How it’s going…
Written by: Daniel Wednesday, September 13th, 2006Some of our members have complained that I am not posting regularly to the discussion pages to keep everybody up to date about the campaign. And I have been very conscious of the need to do this. I’ll try to make it habit of it now that we are in the last two months of the campaign.
It is impossible for me to gauge the level of support that I am raising at the various candidate forums that I have been attending. For example, last night I was in Fernley for such a forum. The setting was the lunchroom gymnasium of a public elementary school. (Never mind that such places give me the hives. What if reincarnation is really true and I shall have to do that again.)
Most of the time at these forums is taken up with little speeches from the candidates, and as you might guess these sparkling entertainments are after a while quite tedious.
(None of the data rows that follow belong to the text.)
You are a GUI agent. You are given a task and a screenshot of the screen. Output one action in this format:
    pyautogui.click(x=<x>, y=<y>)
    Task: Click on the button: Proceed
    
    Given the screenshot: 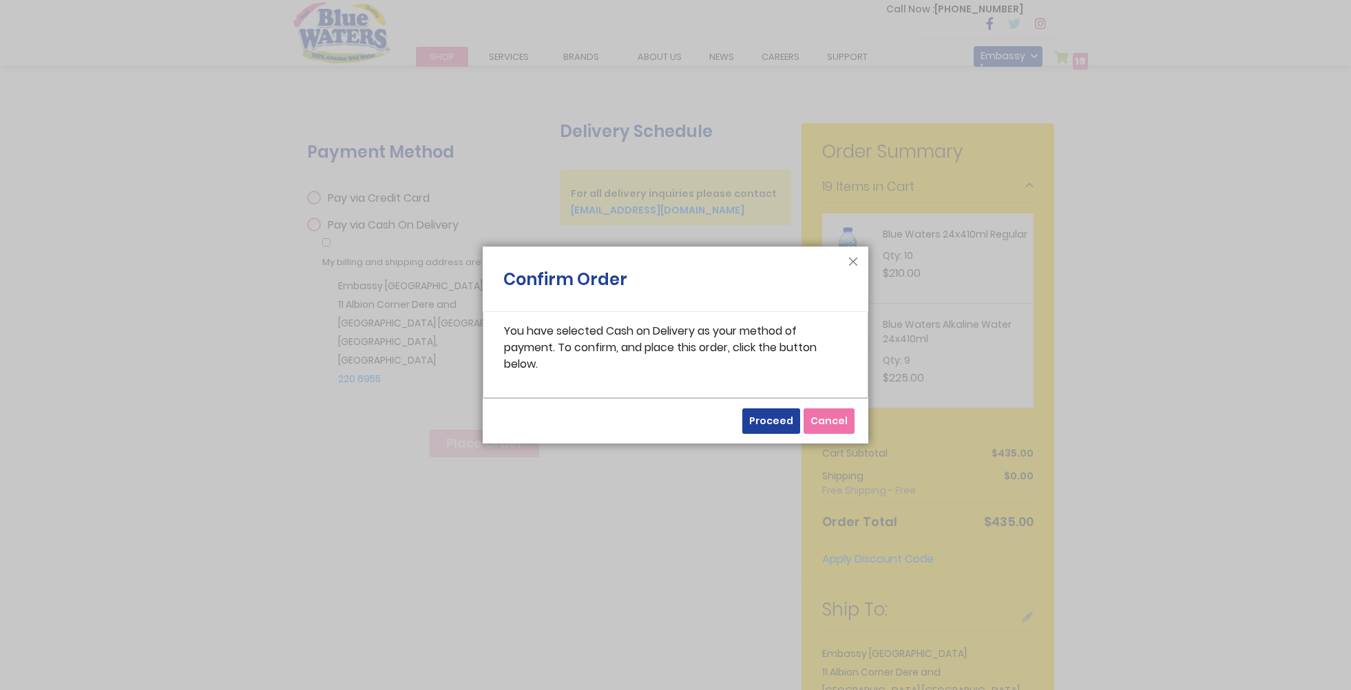 What is the action you would take?
    pyautogui.click(x=771, y=421)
Thus, last night in Fernley, I was suddenly conscious of the remarkable nature of free citizenship in the world and in history. What we did last night doesn’t happen everywhere or everywhen.
After all, in a world where countless other distractions and commitments keep us running from curb to door day in and day out, and where indeed there are so many more enjoyable things to do with our time, isn’t it really rather extraordinary that people make the effort to attend dreary candidate forums? Of course, it was my unwelcome duty to turn this around, and ask people why we continue and persist in these practically empty exercises in a sham democracy that we might well call “demockery.”
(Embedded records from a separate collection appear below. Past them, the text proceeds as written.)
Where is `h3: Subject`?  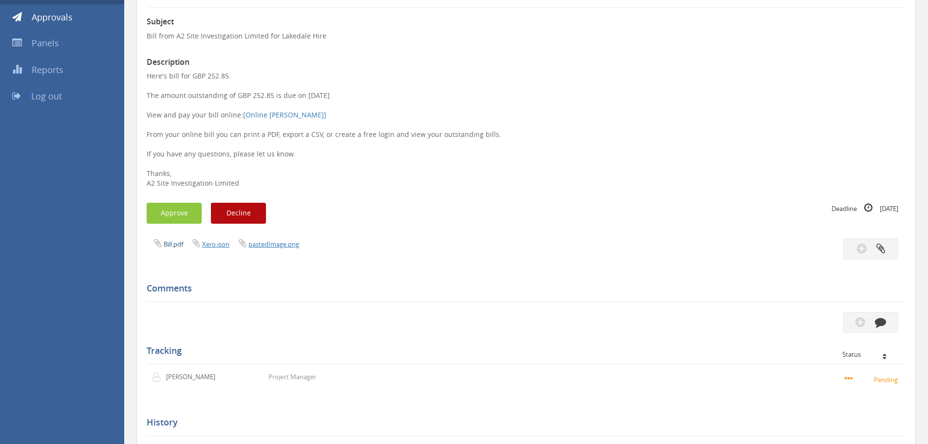
h3: Subject is located at coordinates (526, 22).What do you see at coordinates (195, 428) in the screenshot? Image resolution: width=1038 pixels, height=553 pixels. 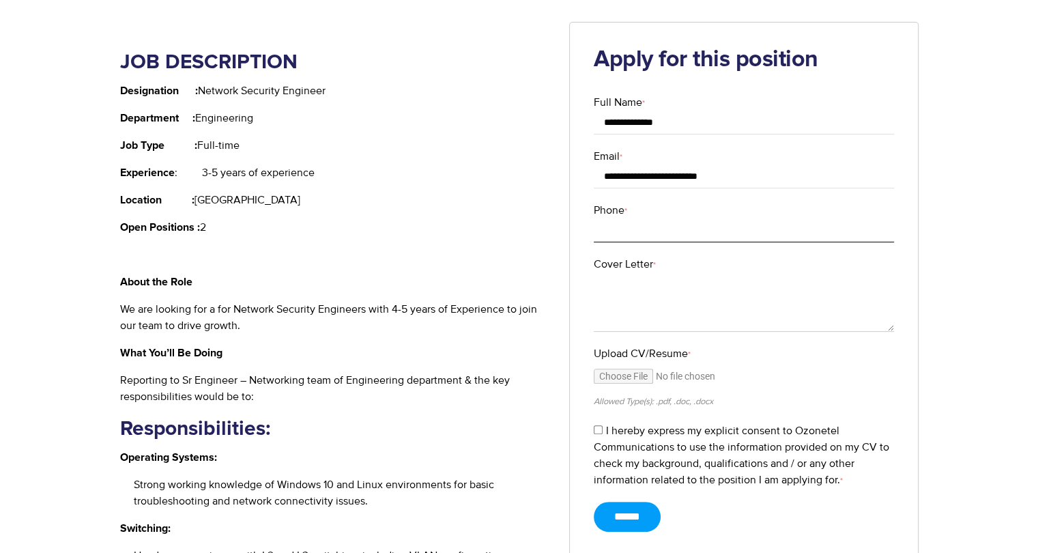 I see `strong: Responsibilities:` at bounding box center [195, 428].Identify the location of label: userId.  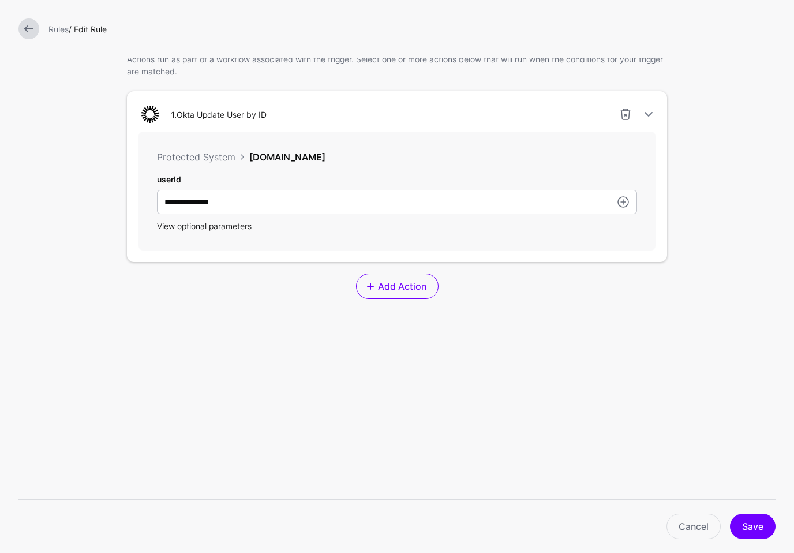
(169, 179).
I noted that in these forums we ask our candidates various questions on the pressing issues of the day. But when the elected official comes to vote, his decision rarely conforms to the answers he gave in the forums. The representative votes neither as the constituents want him to vote, nor as he himself would care to vote if he suited himself. Instead he votes at the demand of a few big money special interest supporters of his reelection. This fact is elementary, and we could not waste our time at candidate forums if we did not studiously ignore it, and ignore it we do. Though there is some obvious foolishness in this, there is some nobility in it as well. For at these forums the small burning light of freedom is passed to the future. It is the idea of freedom that animates these events and it’s the idea that these events help perhaps to keep alive.
But one can’t help noticing also that most of the attendees are of a certain age, as older French women like to say. Will young people start attending these forums when they reach a certain age? Some of the mainline churches are asking the same question. And symphony orchestras. There’s a new world being born out there that we may not entirely recognize.
As I was saying, I can’t gauge the support for Nevada Vote Direct that comes out of these forums. First of all, the ordinary citizens at these events number at best about 50% – that is to say, the citizens who are not candidates or their aides and families make up a small percentage of those that attend. At one such event for the Washoe County Public Employees Union, I met only one employee from the union, while everybody else whom I met was either a candidate or with the candidate. One wonders if it’s really worth it to go to these events, but one never knows who will be there. I might meet one individual whose support could make the difference between winning and losing.
Moreover, the candidates and their associates are in most cases people for whom the political system as it is dominates all thought and imagination. I have noticed that people involved in politics, or those who consider themselves most informed and wise in political matters, are the least likely to appreciate the idea of Nevada Vote Direct. For them, the status quo is reality, and there is nothing but reality. So, then, the response of most of the people at these forums probably does not provide a good measure for how the campaign is being received by the public.
But, even so, I have to say that of those people at these events with whom I actually get a chance to speak person to person, at least half have responded with the same enthusiasm that I found on the street during our petition drive.